Students who by any standard should be suspended or expelled are not, because ‘We have a responsibility for them, and they have nowhere else to go.’ Yes, but schools also have an equal or even greater responsibility to the majority of students who want to listen, participate and learn. What about their rights, and the rights of teachers – the right to be able to learn and to teach in a safe environment? Those who are violent or abusive, even if it is true that ‘they have nowhere else to go’ can solve the problem any time they like simply by changing their behaviour. Conscientious students do not have that choice. They are stuck with the problem till someone fixes it.

It is absolutely true, as The Age article notes, that an unfair burden is placed on teachers, who are expected no longer just to teach (actually, I’m sure good teachers always expected to do more than just teach)  but to ‘solve society’s problems,’ including diet, manners, self-esteem, etc.

If parents have not been willing or able to instil some sense of the value of learning, to teach good manners and respect for others, and to set and maintain fair boundaries for behaviour, then by the time a child gets to school it is probably too late. Children who won’t take responsibility or are angry, or see no point in being at school, frequently have parents who won’t take responsibility, or are angry, or see no point in education. So they are unlikely to be supportive of school or teacher efforts to get the child to do what they don’t value themselves, and will sometimes be actively hostile.

Good teachers will try to help. But constantly badly behaved children in a class take up a vastly disproportionate amount of a teacher’s time, which means less time for the good students, the ones who want to learn.
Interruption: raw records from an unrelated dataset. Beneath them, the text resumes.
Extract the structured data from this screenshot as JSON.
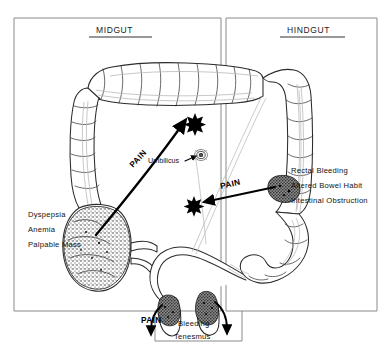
{
  "figure": {
    "background_color": "#ffffff",
    "ink_color": "#000000",
    "frame_color": "#8a8a8a"
  },
  "panels": {
    "left": {
      "title": "MIDGUT"
    },
    "right": {
      "title": "HINDGUT"
    }
  },
  "labels": {
    "umbilicus": "Umbilicus",
    "pain_midgut": "PAIN",
    "pain_hindgut": "PAIN",
    "pain_anal": "PAIN"
  },
  "midgut_symptoms": [
    "Dyspepsia",
    "Anemia",
    "Palpable Mass"
  ],
  "hindgut_symptoms": [
    "Rectal Bleeding",
    "Altered Bowel Habit",
    "Intestinal Obstruction"
  ],
  "anal_symptoms": [
    "Bleeding",
    "Tenesmus"
  ],
  "markers": {
    "midgut_referred_site": "star-marker",
    "hindgut_referred_site": "star-marker",
    "umbilicus_site": "umbilicus-marker"
  },
  "anatomy": {
    "transverse_colon": "transverse-colon",
    "ascending_colon": "ascending-colon",
    "descending_colon": "descending-colon",
    "sigmoid_colon": "sigmoid-colon",
    "cecum_tumor": "cecal-tumor",
    "sigmoid_tumor": "sigmoid-tumor",
    "rectal_tumor_left": "rectal-tumor-left",
    "rectal_tumor_right": "rectal-tumor-right"
  }
}
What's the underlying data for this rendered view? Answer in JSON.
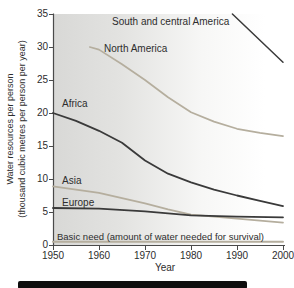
{
  "colors": {
    "dark_line": "#3a3a3a",
    "light_line": "#b5ae9e",
    "axis": "#4a4a4a",
    "text": "#2d2d2d",
    "plot_bg_left": "#d8d8d6",
    "footer_bar": "#0e0e0e"
  },
  "axis": {
    "xlabel": "Year",
    "ylabel_line1": "Water resources per person",
    "ylabel_line2": "(thousand cubic metres per person per year)"
  },
  "series_labels": {
    "south_central_america": "South and central America",
    "north_america": "North America",
    "africa": "Africa",
    "asia": "Asia",
    "europe": "Europe",
    "basic_need": "Basic need (amount of water needed for survival)"
  },
  "chart_data": {
    "type": "line",
    "title": "",
    "xlabel": "Year",
    "ylabel": "Water resources per person (thousand cubic metres per person per year)",
    "xlim": [
      1950,
      2000
    ],
    "ylim": [
      0,
      35
    ],
    "x_ticks": [
      1950,
      1960,
      1970,
      1980,
      1990,
      2000
    ],
    "y_ticks": [
      0,
      5,
      10,
      15,
      20,
      25,
      30,
      35
    ],
    "grid": false,
    "legend": "inline-labels",
    "series": [
      {
        "id": "south-central-america",
        "name": "South and central America",
        "color": "dark",
        "width": 1.5,
        "x": [
          1989,
          2000
        ],
        "values": [
          35,
          27.7
        ]
      },
      {
        "id": "north-america",
        "name": "North America",
        "color": "light",
        "width": 1.7,
        "x": [
          1958,
          1960,
          1965,
          1970,
          1975,
          1980,
          1985,
          1990,
          1995,
          2000
        ],
        "values": [
          30,
          29.6,
          27.4,
          25,
          22.4,
          20.1,
          18.7,
          17.6,
          17,
          16.5
        ]
      },
      {
        "id": "africa",
        "name": "Africa",
        "color": "dark",
        "width": 1.8,
        "x": [
          1950,
          1955,
          1960,
          1965,
          1970,
          1975,
          1980,
          1985,
          1990,
          1995,
          2000
        ],
        "values": [
          20,
          18.8,
          17.3,
          15.5,
          12.8,
          10.8,
          9.5,
          8.4,
          7.5,
          6.7,
          5.9
        ]
      },
      {
        "id": "asia",
        "name": "Asia",
        "color": "light",
        "width": 1.7,
        "x": [
          1950,
          1960,
          1970,
          1975,
          1980,
          1985,
          1990,
          1995,
          2000
        ],
        "values": [
          8.9,
          7.9,
          6.3,
          5.4,
          4.6,
          4.3,
          4.0,
          3.7,
          3.4
        ]
      },
      {
        "id": "europe",
        "name": "Europe",
        "color": "dark",
        "width": 1.8,
        "x": [
          1950,
          1960,
          1970,
          1980,
          1990,
          2000
        ],
        "values": [
          5.6,
          5.5,
          5.1,
          4.5,
          4.3,
          4.2
        ]
      },
      {
        "id": "basic-need",
        "name": "Basic need (amount of water needed for survival)",
        "color": "light",
        "width": 2,
        "x": [
          1950,
          2000
        ],
        "values": [
          0.5,
          0.5
        ]
      }
    ]
  }
}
Also, and obviously, the more time a teacher has to spend correcting and controlling bad behaviour, the less time there is to spend on teaching and learning, and the more difficult it is for a teacher to build a positive relationship with the class as a whole. And then, equally obviously, noisy, argumentative, rude or violent students create an environment which is not conducive to learning, either because other students (and often the teacher as well) do not feel safe, or simply because of constant noise and interruptions.

So yes, enough is enough.

Teachers and other staff are right to expect and demand that parents take more responsibility, both for teaching values and manners, and for correcting bad behaviour when it does occur. But the fact that many parents have not done so and won’t do so is at least partly the fault of teacher organisations, which have trodden over parents’ rights and concerns.

School documents may say parents are the primary teachers, and that the school works in partnership with them, but the reality is often very different. Parent concerns about curriculum are treated as a joke, and schools have insisted, often against strong resistance from parents, that they have a ‘duty’ to teach sex education, morals, politics, and ‘childrens rights’ – frequently in ways that parents find offensive or counter to their own values. So it is a bit rich for teacher organisations, which by their actions have told parents they are incompetent and should stay out, now to start blaming parents for not taking more responsibility.

I have often seen the signs at hospitals that say something like “We are obliged to provide a safe environment for patients and staff. Abusive behaviour will not be tolerated.”

If the same kind of zero tolerance policy were put in place at schools, if education departments took seriously their responsibility to provide a safe work environment for staff, and a safe learning environment for students, our schools would be very different.